Maddow has to know that Netanyahu was pushing for an attack long before he even took power. After the strikes began, he publicly stated that the Trump administration had made his dreams come true. “This coalition of forces allows us to do what I have yearned to do for 40 years,” he explained.

The Iranian Threat

As they did with Iraq, pundits have also predictably framed Iran as a powerful force that posed an imminent threat to the United States.

During a CNN panel, former George W. Bush official and on-air contributor Scott Jennings claimed that Iran was on the verge of launching ballistic missiles at Israel and U.S. targets before the country was attacked.

Jennings repeated the claim in a tweet. “Senior Trump Administration officials telling me that credible intelligence indicated Iran planned preemptive missile strikes against US military targets in the region, and against civilian targets as well.

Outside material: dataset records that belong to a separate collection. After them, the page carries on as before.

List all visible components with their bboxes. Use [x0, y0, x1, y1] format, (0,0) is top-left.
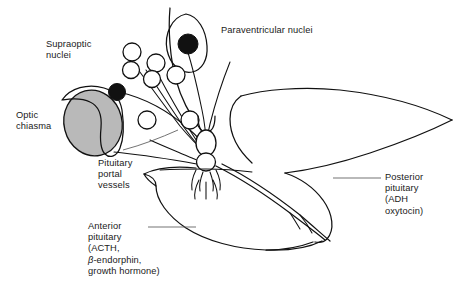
label-supraoptic-nuclei: Supraopticnuclei: [46, 39, 91, 61]
leader-portal-vessels: [123, 130, 178, 150]
label-anterior-pituitary: Anteriorpituitary(ACTH,β-endorphin,growt…: [88, 221, 160, 277]
label-pituitary-portal-vessels: Pituitaryportalvessels: [98, 158, 132, 192]
anatomical-diagram: Supraopticnuclei Paraventricular nuclei …: [0, 0, 459, 290]
label-paraventricular-nuclei: Paraventricular nuclei: [221, 25, 313, 36]
label-posterior-pituitary: Posteriorpituitary(ADHoxytocin): [385, 172, 423, 217]
label-optic-chiasma: Opticchiasma: [16, 110, 51, 132]
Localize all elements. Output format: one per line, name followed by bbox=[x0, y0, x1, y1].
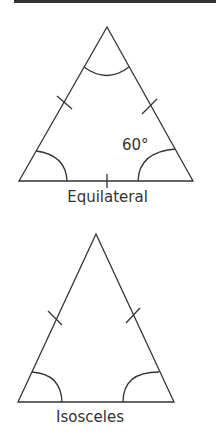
isosceles-triangle bbox=[18, 234, 174, 402]
isosceles-label: Isosceles bbox=[40, 408, 140, 426]
isosceles-left-angle-arc bbox=[32, 372, 62, 402]
isosceles-right-tick bbox=[126, 308, 140, 323]
triangles-diagram bbox=[0, 0, 219, 446]
equilateral-label: Equilateral bbox=[50, 188, 165, 206]
equilateral-triangle bbox=[19, 27, 193, 181]
angle-label-60: 60° bbox=[122, 136, 149, 154]
equilateral-apex-angle-arc bbox=[84, 67, 129, 76]
isosceles-right-angle-arc bbox=[123, 372, 159, 402]
equilateral-left-angle-arc bbox=[36, 151, 67, 181]
equilateral-left-tick bbox=[57, 96, 72, 109]
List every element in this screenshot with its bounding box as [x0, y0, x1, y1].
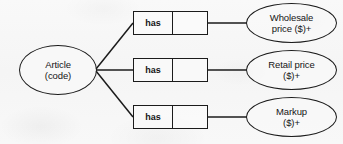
value-type-retail-price[interactable]: Retail price ($)+ [246, 50, 337, 90]
fact-type-1-role-1[interactable]: has [134, 12, 173, 34]
fact-type-box-2[interactable]: has [133, 58, 208, 82]
value-type-wholesale-price[interactable]: Wholesale price ($)+ [246, 3, 337, 43]
entity-type-article-reference-mode: (code) [45, 70, 71, 82]
value-type-retail-price-line-1: Retail price [268, 59, 314, 71]
orm-diagram-canvas: Article (code) has Wholesale price ($)+ … [0, 0, 343, 144]
value-type-retail-price-line-2: ($)+ [283, 70, 300, 82]
value-type-markup-line-1: Markup [276, 106, 307, 118]
fact-type-2-role-1[interactable]: has [134, 59, 173, 81]
connector-entity-to-fact-1 [96, 23, 133, 69]
entity-type-article[interactable]: Article (code) [19, 45, 97, 95]
fact-type-box-1[interactable]: has [133, 11, 208, 35]
fact-type-3-role-2[interactable] [173, 106, 207, 128]
value-type-markup-line-2: ($)+ [283, 117, 300, 129]
fact-type-2-role-2[interactable] [173, 59, 207, 81]
fact-type-1-role-2[interactable] [173, 12, 207, 34]
entity-type-article-name: Article [45, 59, 71, 71]
value-type-wholesale-price-line-1: Wholesale [270, 12, 313, 24]
fact-type-3-role-1[interactable]: has [134, 106, 173, 128]
connector-entity-to-fact-3 [96, 71, 133, 117]
value-type-markup[interactable]: Markup ($)+ [246, 97, 337, 137]
value-type-wholesale-price-line-2: price ($)+ [272, 23, 311, 35]
fact-type-box-3[interactable]: has [133, 105, 208, 129]
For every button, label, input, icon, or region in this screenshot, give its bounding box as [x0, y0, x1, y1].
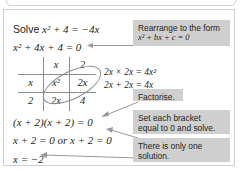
callout-factorise-line1: Factorise. [138, 92, 178, 102]
callout-set-bracket-line2: equal to 0 and solve. [138, 123, 225, 133]
clipped-panel-above [6, 0, 236, 6]
callout-factorise: Factorise. [133, 89, 183, 101]
equation-brackets: x + 2 = 0 or x + 2 = 0 [13, 134, 112, 146]
grid-row-header-1: x [18, 77, 43, 88]
callout-set-bracket: Set each bracket equal to 0 and solve. [133, 110, 230, 134]
equation-factorised: (x + 2)(x + 2) = 0 [13, 116, 93, 128]
callout-one-solution: There is only one solution. [133, 138, 230, 162]
callout-rearrange-line2: x² + bx + c = 0 [138, 33, 225, 43]
working-product: 2x × 2x = 4x² [104, 67, 156, 77]
equation-standard-form: x² + 4x + 4 = 0 [13, 41, 81, 53]
grid-row-header-2: 2 [18, 95, 43, 106]
box-method-grid: x 2 x 2 x² 2x 2x 4 [18, 57, 96, 111]
callout-one-solution-line2: solution. [138, 151, 225, 161]
solve-expression: x² + 4 = −4x [42, 23, 99, 35]
arrow-to-answer [40, 151, 138, 161]
callout-rearrange-line1: Rearrange to the form [138, 23, 225, 33]
equation-solve: Solve x² + 4 = −4x [13, 23, 99, 35]
callout-one-solution-line1: There is only one [138, 141, 225, 151]
solve-label: Solve [13, 23, 39, 35]
callout-rearrange: Rearrange to the form x² + bx + c = 0 [133, 20, 230, 46]
arrow-to-standard-form [87, 41, 139, 50]
grid-col-header-1: x [43, 59, 69, 70]
callout-set-bracket-line1: Set each bracket [138, 113, 225, 123]
worksheet-page: Solve x² + 4 = −4x x² + 4x + 4 = 0 x 2 x… [0, 0, 241, 172]
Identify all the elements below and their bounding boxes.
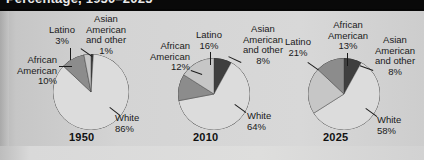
- label-text: American: [375, 45, 415, 56]
- label-text: African: [27, 54, 57, 65]
- panel-bottom-strip: [0, 146, 424, 160]
- label-value: 10%: [38, 75, 57, 86]
- label-2010-african-american: African American 12%: [136, 41, 190, 73]
- label-value: 1%: [99, 45, 113, 56]
- label-value: 8%: [256, 55, 270, 66]
- label-2025-latino: Latino 21%: [276, 37, 320, 58]
- label-text: and other: [375, 55, 415, 66]
- leader-2025-african-american: [347, 53, 348, 66]
- year-label-2025: 2025: [323, 131, 348, 143]
- year-label-1950: 1950: [69, 131, 94, 143]
- figure-title-bar: Percentage, 1950–2025: [0, 0, 424, 11]
- label-value: 13%: [338, 40, 357, 51]
- leader-1950-african-american: [59, 66, 72, 67]
- year-label-2010: 2010: [193, 131, 218, 143]
- label-text: American: [150, 51, 190, 62]
- label-text: Latino: [196, 29, 222, 40]
- label-text: Asian: [251, 23, 275, 34]
- label-text: Latino: [49, 24, 75, 35]
- label-text: Asian: [383, 34, 407, 45]
- leader-1950-latino: [70, 48, 71, 60]
- label-text: Asian: [94, 13, 118, 24]
- label-value: 16%: [199, 40, 218, 51]
- label-text: Latino: [285, 36, 311, 47]
- label-value: 21%: [288, 47, 307, 58]
- label-text: and other: [86, 34, 126, 45]
- label-text: White: [377, 114, 401, 125]
- label-1950-african-american: African American 10%: [3, 55, 57, 87]
- label-text: African: [333, 19, 363, 30]
- label-2025-white: White 58%: [377, 115, 421, 136]
- pie-chart-2010: Latino 16% Asian American and other 8% A…: [140, 11, 290, 146]
- label-2025-asian-other: Asian American and other 8%: [366, 35, 424, 77]
- label-text: African: [160, 40, 190, 51]
- label-value: 86%: [115, 123, 134, 134]
- label-text: White: [247, 110, 271, 121]
- page-title: Percentage, 1950–2025: [6, 0, 153, 6]
- figure-root: Percentage, 1950–2025 Latino 3%: [0, 0, 424, 160]
- label-value: 3%: [55, 35, 69, 46]
- label-value: 58%: [377, 125, 396, 136]
- pie-chart-2025: African American 13% Latino 21% Asian Am…: [278, 11, 424, 146]
- label-value: 64%: [247, 121, 266, 132]
- pie-chart-1950: Latino 3% Asian American and other 1% Af…: [0, 11, 150, 146]
- title-bar-shadow: [0, 9, 424, 11]
- leader-2025-latino: [307, 62, 318, 70]
- label-text: American: [328, 30, 368, 41]
- label-text: American: [17, 65, 57, 76]
- label-value: 12%: [171, 61, 190, 72]
- leader-2010-latino: [210, 52, 211, 65]
- label-value: 8%: [388, 66, 402, 77]
- label-1950-asian-other: Asian American and other 1%: [76, 14, 136, 56]
- label-text: American: [86, 24, 126, 35]
- label-2010-latino: Latino 16%: [188, 30, 230, 51]
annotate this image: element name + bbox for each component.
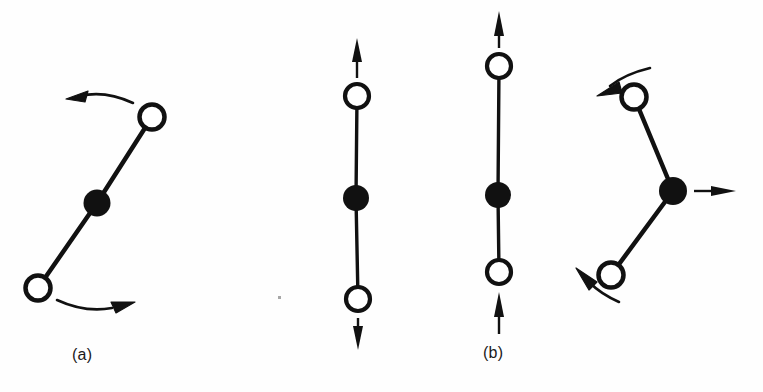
atom-filled-center [343, 185, 369, 211]
atom-open-top [487, 54, 511, 78]
bond-center-to-bottom [611, 191, 673, 275]
arrow-top-straight-up [494, 11, 504, 48]
arrow-top-straight-up [352, 38, 362, 78]
panel-label-a: (a) [72, 346, 92, 364]
scan-speck-artifact [278, 296, 281, 299]
atom-filled-center [84, 190, 111, 217]
arrow-bottom-straight-up [494, 292, 504, 334]
atom-open-top [140, 105, 165, 130]
atom-open-bottom [599, 263, 624, 288]
arrowhead-right [711, 186, 736, 196]
bond-center-to-top [634, 97, 673, 191]
atom-open-bottom [26, 276, 51, 301]
bond-center-to-bottom [356, 198, 358, 299]
atom-open-top [622, 85, 647, 110]
diagram-bending-mode-right [576, 68, 736, 302]
atom-filled-center [485, 182, 511, 208]
arrowhead-up [352, 38, 362, 62]
arrowhead-up [494, 11, 504, 36]
bond-center-to-top [356, 96, 357, 198]
arrowhead-up [494, 292, 504, 317]
arrowhead-down [353, 326, 363, 350]
panel-label-b: (b) [483, 344, 503, 362]
arrow-bottom-curved-right [57, 300, 135, 313]
figure-canvas [0, 0, 763, 392]
diagram-asymmetric-stretch [485, 11, 511, 334]
arrow-center-straight-right [694, 186, 736, 196]
bond-center-to-top [498, 66, 499, 195]
arrow-bottom-straight-down [353, 318, 363, 350]
diagram-bending-mode-left [26, 91, 165, 313]
arrow-top-curved-left [66, 91, 133, 103]
atom-open-top [345, 84, 369, 108]
atom-open-bottom [346, 287, 370, 311]
bond-center-to-top [97, 117, 152, 203]
atom-open-bottom [487, 260, 511, 284]
bond-center-to-bottom [38, 203, 97, 288]
vibrational-modes-figure: (a) (b) [0, 0, 763, 392]
diagram-symmetric-stretch [343, 38, 370, 350]
atom-filled-center [659, 177, 687, 205]
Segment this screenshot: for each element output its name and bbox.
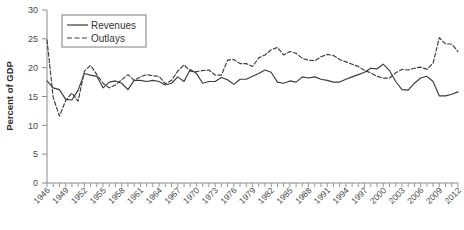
data-series-group	[47, 38, 458, 116]
x-tick-label: 2012	[442, 185, 463, 206]
y-tick-label: 5	[33, 149, 38, 159]
x-tick-group: 1994	[330, 185, 351, 206]
chart-legend: Revenues Outlays	[62, 15, 146, 47]
x-tick-group: 2012	[442, 185, 463, 206]
y-tick-label: 15	[28, 92, 38, 102]
x-axis-minor-ticks	[47, 183, 458, 187]
x-tick-group: 1970	[181, 185, 202, 206]
x-tick-label: 2009	[424, 185, 445, 206]
x-tick-group: 1973	[200, 185, 221, 206]
x-tick-label: 1976	[218, 185, 239, 206]
chart-container: Percent of GDP 051015202530 194619491952…	[0, 0, 464, 230]
x-tick-group: 1985	[274, 185, 295, 206]
x-tick-group: 1976	[218, 185, 239, 206]
x-tick-label: 2006	[405, 185, 426, 206]
x-tick-label: 1991	[312, 185, 333, 206]
line-chart: Percent of GDP 051015202530 194619491952…	[0, 0, 464, 230]
x-tick-group: 1952	[69, 185, 90, 206]
x-tick-label: 1988	[293, 185, 314, 206]
y-axis-ticks: 051015202530	[28, 5, 47, 188]
x-tick-label: 1967	[162, 185, 183, 206]
x-axis-ticks: 1946194919521955195819611964196719701973…	[31, 185, 463, 206]
series-line-revenues	[47, 64, 458, 100]
y-tick-label: 25	[28, 34, 38, 44]
x-tick-label: 1949	[50, 185, 71, 206]
x-tick-label: 1958	[106, 185, 127, 206]
x-tick-label: 1946	[31, 185, 52, 206]
x-tick-group: 2003	[386, 185, 407, 206]
x-tick-label: 1970	[181, 185, 202, 206]
x-tick-group: 1988	[293, 185, 314, 206]
x-tick-group: 1958	[106, 185, 127, 206]
x-tick-group: 1979	[237, 185, 258, 206]
x-tick-label: 1985	[274, 185, 295, 206]
x-tick-group: 1982	[256, 185, 277, 206]
x-tick-label: 2003	[386, 185, 407, 206]
x-tick-label: 1973	[200, 185, 221, 206]
x-tick-label: 1979	[237, 185, 258, 206]
x-tick-label: 1994	[330, 185, 351, 206]
x-tick-label: 2000	[368, 185, 389, 206]
y-tick-label: 10	[28, 121, 38, 131]
y-tick-label: 0	[33, 178, 38, 188]
x-tick-group: 1949	[50, 185, 71, 206]
x-tick-label: 1997	[349, 185, 370, 206]
x-tick-group: 2006	[405, 185, 426, 206]
x-tick-label: 1952	[69, 185, 90, 206]
x-tick-label: 1955	[88, 185, 109, 206]
legend-label-outlays: Outlays	[91, 33, 125, 44]
x-tick-group: 1997	[349, 185, 370, 206]
y-tick-label: 30	[28, 5, 38, 15]
y-tick-label: 20	[28, 63, 38, 73]
x-tick-group: 1946	[31, 185, 52, 206]
x-tick-group: 2000	[368, 185, 389, 206]
x-tick-label: 1964	[144, 185, 165, 206]
x-tick-group: 1955	[88, 185, 109, 206]
y-axis-title: Percent of GDP	[4, 60, 15, 130]
x-tick-group: 1967	[162, 185, 183, 206]
x-tick-group: 1961	[125, 185, 146, 206]
x-tick-group: 1964	[144, 185, 165, 206]
x-tick-group: 2009	[424, 185, 445, 206]
x-tick-label: 1961	[125, 185, 146, 206]
x-tick-group: 1991	[312, 185, 333, 206]
x-tick-label: 1982	[256, 185, 277, 206]
legend-label-revenues: Revenues	[91, 20, 136, 31]
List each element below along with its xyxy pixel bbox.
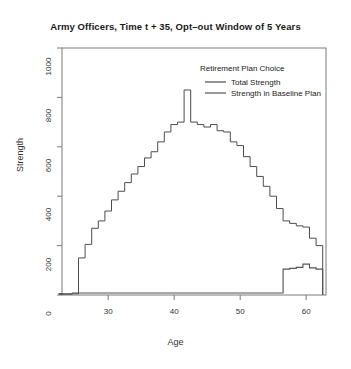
series-line-0	[59, 90, 323, 295]
chart-figure: Army Officers, Time t + 35, Opt–out Wind…	[0, 0, 351, 369]
plot-area	[0, 0, 351, 369]
legend-title: Retirement Plan Choice	[200, 64, 284, 73]
series-line-1	[59, 264, 323, 295]
legend-entry-label: Total Strength	[231, 78, 280, 87]
legend-entry-label: Strength in Baseline Plan	[231, 89, 321, 98]
plot-frame	[62, 48, 326, 295]
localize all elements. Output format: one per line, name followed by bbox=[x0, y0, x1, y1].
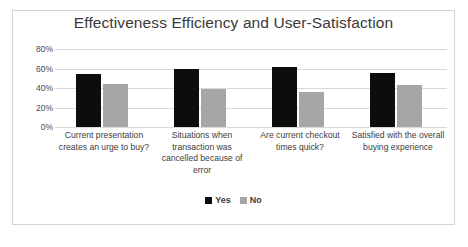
chart-title: Effectiveness Efficiency and User-Satisf… bbox=[13, 14, 454, 32]
gridline bbox=[55, 127, 447, 128]
y-axis-tick-label: 80% bbox=[21, 45, 53, 54]
bar-yes[interactable] bbox=[76, 74, 101, 127]
bar-group bbox=[153, 49, 251, 127]
legend-item-yes[interactable]: Yes bbox=[205, 195, 231, 205]
chart-legend: YesNo bbox=[13, 195, 454, 205]
legend-swatch-icon bbox=[205, 197, 212, 204]
bar-yes[interactable] bbox=[370, 73, 395, 127]
legend-swatch-icon bbox=[240, 197, 247, 204]
bar-no[interactable] bbox=[103, 84, 128, 127]
x-axis-label: Satisfied with the overall buying experi… bbox=[349, 130, 447, 153]
y-axis: 0%20%40%60%80% bbox=[21, 49, 53, 127]
y-axis-tick-label: 0% bbox=[21, 123, 53, 132]
bar-group bbox=[55, 49, 153, 127]
bar-yes[interactable] bbox=[174, 69, 199, 128]
bar-no[interactable] bbox=[299, 92, 324, 127]
x-axis-label: Situations when transaction was cancelle… bbox=[153, 130, 251, 176]
bars-layer bbox=[55, 49, 447, 127]
y-axis-tick-label: 20% bbox=[21, 103, 53, 112]
bar-no[interactable] bbox=[201, 89, 226, 127]
chart-container: Effectiveness Efficiency and User-Satisf… bbox=[12, 10, 455, 225]
legend-label: Yes bbox=[215, 195, 231, 205]
x-axis-category-labels: Current presentation creates an urge to … bbox=[55, 130, 447, 192]
bar-group bbox=[251, 49, 349, 127]
y-axis-tick-label: 40% bbox=[21, 84, 53, 93]
legend-label: No bbox=[250, 195, 262, 205]
bar-group bbox=[349, 49, 447, 127]
bar-no[interactable] bbox=[397, 85, 422, 127]
x-axis-label: Are current checkout times quick? bbox=[251, 130, 349, 153]
bar-yes[interactable] bbox=[272, 67, 297, 127]
legend-item-no[interactable]: No bbox=[240, 195, 262, 205]
x-axis-label: Current presentation creates an urge to … bbox=[55, 130, 153, 153]
y-axis-tick-label: 60% bbox=[21, 64, 53, 73]
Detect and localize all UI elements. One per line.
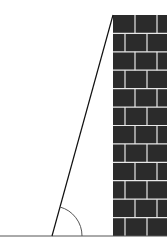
brick-wall bbox=[113, 15, 167, 236]
ladder bbox=[52, 15, 113, 236]
ladder-wall-diagram bbox=[0, 0, 167, 246]
angle-arc bbox=[60, 207, 82, 236]
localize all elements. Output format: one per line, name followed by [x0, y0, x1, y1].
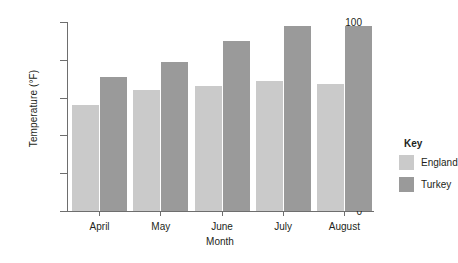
bar-turkey-august[interactable]	[345, 26, 372, 211]
x-axis-tick	[283, 211, 284, 216]
x-axis-title: Month	[67, 236, 373, 247]
bar-england-july[interactable]	[256, 81, 283, 211]
legend-item-label: England	[421, 157, 458, 168]
bar-turkey-may[interactable]	[161, 62, 188, 211]
bar-england-may[interactable]	[133, 90, 160, 211]
bar-group: May	[133, 22, 188, 211]
legend-swatch-icon	[399, 177, 414, 192]
y-axis-tick	[60, 173, 68, 174]
y-axis-tick	[60, 135, 68, 136]
y-axis-tick	[60, 60, 68, 61]
y-axis-tick	[60, 98, 68, 99]
legend-items: EnglandTurkey	[399, 155, 458, 192]
x-axis-tick	[160, 211, 161, 216]
y-axis-tick	[60, 211, 68, 212]
bar-group: August	[317, 22, 372, 211]
legend-item[interactable]: England	[399, 155, 458, 170]
legend-swatch-icon	[399, 155, 414, 170]
legend-title: Key	[404, 138, 458, 149]
x-axis-tick	[222, 211, 223, 216]
x-axis-tick	[344, 211, 345, 216]
bar-england-august[interactable]	[317, 84, 344, 211]
x-axis-tick	[99, 211, 100, 216]
y-axis-title: Temperature (°F)	[28, 29, 39, 189]
bar-turkey-april[interactable]	[100, 77, 127, 211]
bar-england-april[interactable]	[72, 105, 99, 211]
y-axis-tick	[60, 22, 68, 23]
bar-chart: Temperature (°F) 020406080100 AprilMayJu…	[0, 0, 458, 263]
bar-group: July	[256, 22, 311, 211]
bar-england-june[interactable]	[195, 86, 222, 211]
bar-turkey-june[interactable]	[223, 41, 250, 211]
bar-group: April	[72, 22, 127, 211]
legend-item[interactable]: Turkey	[399, 177, 458, 192]
legend-item-label: Turkey	[421, 179, 451, 190]
bar-group: June	[195, 22, 250, 211]
bar-turkey-july[interactable]	[284, 26, 311, 211]
plot-area: 020406080100 AprilMayJuneJulyAugust	[67, 22, 374, 212]
legend: Key EnglandTurkey	[399, 138, 458, 199]
x-axis-tick-label: August	[299, 221, 389, 232]
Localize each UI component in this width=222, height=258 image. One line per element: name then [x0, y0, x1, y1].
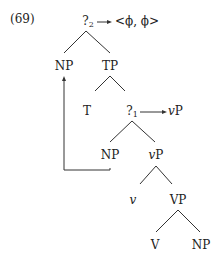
node-np-obj: NP: [192, 238, 211, 252]
node-vp: VP: [170, 193, 187, 207]
node-np-inner: NP: [101, 148, 120, 162]
node-q1: ?1: [126, 104, 138, 122]
q1-type-italic: v: [168, 104, 175, 118]
node-np-spec: NP: [55, 59, 74, 73]
q2-type: <ϕ, ϕ>: [115, 14, 159, 28]
node-v: V: [151, 238, 160, 252]
node-q2: ?2: [82, 14, 94, 32]
node-tp: TP: [102, 59, 118, 73]
tree-edges: [0, 0, 222, 258]
q1-type: vP: [168, 104, 183, 118]
example-number: (69): [10, 12, 35, 26]
node-vp-small: vP: [149, 148, 164, 162]
node-t: T: [83, 104, 91, 118]
node-vp-small-rest: P: [155, 148, 163, 162]
node-v-small: v: [130, 193, 137, 207]
q1-type-rest: P: [175, 104, 183, 118]
node-vp-small-italic: v: [149, 148, 156, 162]
node-q2-subscript: 2: [89, 20, 94, 29]
node-q1-subscript: 1: [133, 110, 138, 119]
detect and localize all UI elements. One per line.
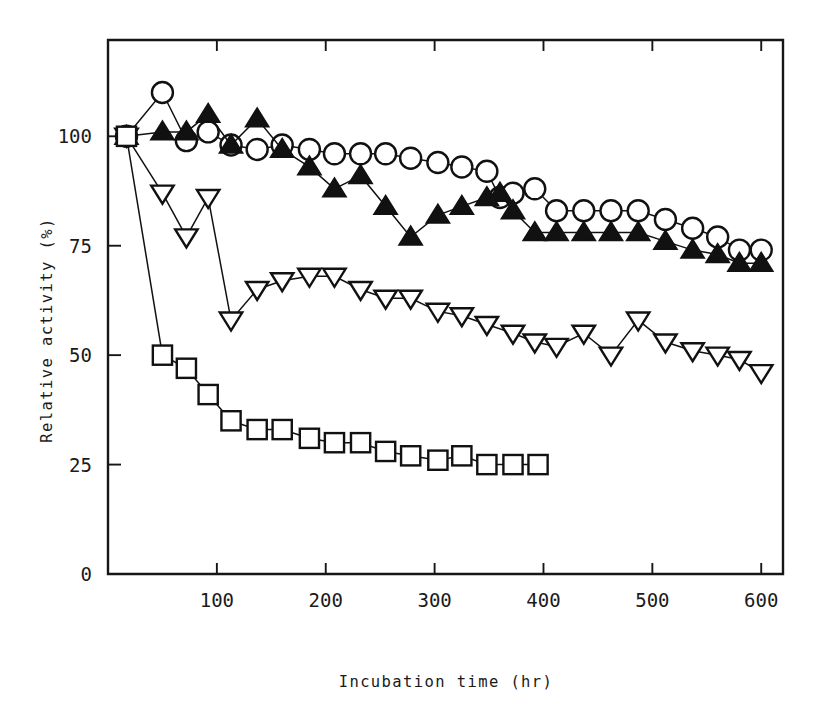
x-tick-label: 600 xyxy=(744,589,778,611)
y-tick-label: 100 xyxy=(58,125,92,147)
x-tick-label: 400 xyxy=(526,589,560,611)
marker-open-square-6 xyxy=(273,420,292,439)
marker-open-circle-13 xyxy=(451,156,472,177)
marker-open-circle-11 xyxy=(400,148,421,169)
marker-open-square-9 xyxy=(351,433,370,452)
marker-open-square-15 xyxy=(503,455,522,474)
marker-open-square-10 xyxy=(376,442,395,461)
marker-open-circle-17 xyxy=(524,178,545,199)
marker-open-square-16 xyxy=(528,455,547,474)
y-tick-label: 0 xyxy=(81,563,92,585)
marker-open-square-8 xyxy=(325,433,344,452)
marker-open-square-5 xyxy=(248,420,267,439)
x-tick-label: 500 xyxy=(635,589,669,611)
marker-open-circle-14 xyxy=(476,161,497,182)
marker-open-circle-23 xyxy=(682,218,703,239)
marker-open-square-11 xyxy=(401,446,420,465)
y-tick-label: 25 xyxy=(69,454,92,476)
marker-open-circle-18 xyxy=(546,200,567,221)
marker-open-circle-5 xyxy=(247,139,268,160)
marker-open-circle-20 xyxy=(600,200,621,221)
marker-open-square-12 xyxy=(428,451,447,470)
x-tick-label: 200 xyxy=(309,589,343,611)
marker-open-square-0 xyxy=(117,127,136,146)
chart-figure: 100200300400500600 0255075100 Incubation… xyxy=(0,0,824,717)
y-tick-label: 75 xyxy=(69,235,92,257)
marker-open-square-4 xyxy=(221,411,240,430)
marker-open-circle-9 xyxy=(350,143,371,164)
marker-open-square-1 xyxy=(153,346,172,365)
marker-open-square-3 xyxy=(199,385,218,404)
marker-open-circle-22 xyxy=(655,209,676,230)
relative-activity-vs-incubation-time-chart: 100200300400500600 0255075100 Incubation… xyxy=(0,0,824,717)
y-tick-label: 50 xyxy=(69,344,92,366)
x-tick-label: 300 xyxy=(417,589,451,611)
marker-open-circle-1 xyxy=(152,82,173,103)
chart-background xyxy=(0,0,824,717)
marker-open-square-7 xyxy=(300,429,319,448)
marker-open-circle-12 xyxy=(427,152,448,173)
marker-open-square-14 xyxy=(477,455,496,474)
y-axis-title: Relative activity (%) xyxy=(38,217,56,442)
x-tick-label: 100 xyxy=(200,589,234,611)
marker-open-square-13 xyxy=(452,446,471,465)
marker-open-square-2 xyxy=(177,359,196,378)
x-axis-title: Incubation time (hr) xyxy=(339,673,554,691)
marker-open-circle-8 xyxy=(324,143,345,164)
marker-open-circle-21 xyxy=(628,200,649,221)
marker-open-circle-19 xyxy=(573,200,594,221)
marker-open-circle-10 xyxy=(375,143,396,164)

Failure to act would’ve resulted in mass US casualties,” he wrote.

Shortly after he made the statement, the Pentagon admitted that Iran was not planning to strike unless Israel attacked them first.

According to Semafor media editor Max Tani, CNN was upset with Jennings over the tweet, as it contradicted the network’s own reporting. “It clearly didn’t matter much: Jennings was back on the air today promoting the administration’s actions on Iran,” Tani noted.

Despite all this, there’s a major difference between the lead-up to the Iraq War and the current attacks. Polling shows that a majority of the U.S. population opposes Trump’s actions in the region. A recent survey has opposition to the war at 59%, while just 12% would support sending in U.S. ground troops.

“I think that the polling is very good, but I don’t care about polling,” Trump told the New York Post. “I have to do the right thing.”